Mr Obama's aide, Ms Valerie Jarrett, fell off a Chicago kerb several weeks ago while her thumbs were flying on her Blackberry. 'I didn't see the sidewalk, and I twisted my ankle,' she said.

Ms Jarrett got off easy.

The American College of Emergency Physicians issued an alert this week warning of the danger of more serious accidents involving oblivious texters.

Emergency room doctors cite rising reports nationwide of injuries involving text-messaging pedestrians, cyclists, in-line skaters and motorists. Most involve scrapes, cuts and sprains from texters who walked into lamp posts or walls or tripped over kerbs.

But doctors say they know of at least two fatal cases in California.

A San Francisco woman was killed by a truck earlier this year when she stepped off a kerb while texting, and a Bakersfield man was killed last year by a car as he was texting while crossing the street.
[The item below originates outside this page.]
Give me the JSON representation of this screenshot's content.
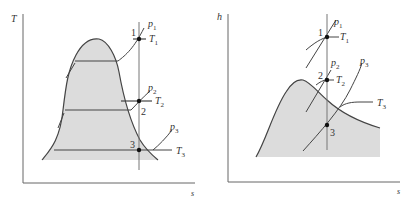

The United States Consumer Product Safety Commission has no national estimates on how common texting-related injuries are.

But among the reports it has received: A 15-year-old girl fell off her horse while texting, suffering head and back injuries, and a 13-year-old girl suffered burns after texting her boyfriend while cooking noodles.

Dr James Adams, chairman of emergency medicine at Northwestern Memorial Hospital in Chicago, has treated minor texting-related injuries. 'Common sense isn't always common,' he said.

Sometimes, even among doctors. 'I have to admit I started a text while I was driving, and then I said, 'This is so stupid', so I stopped,' he said.

Dr Patrick Walsh, an emergency physician in Bakersfield, California, is a texter, too, but he tries to remind himself to do it intelligently.

'We think we're multi-tasking, but we're not. You're focusing on one task for a split second, then focusing on another one, and with something moving at 64 kmh like a car, it just takes a couple of seconds to be hit.'

Dr Walsh said on a recent visit to Ireland, he noticed a government campaign against texting and walking, aimed at teenagers. The message echoes the US emergency doctors' advice.

'We don't want to sound like some stern schoolmistress, telling people 'don't text on your cellphone'. But when you're texting, look around,' he said.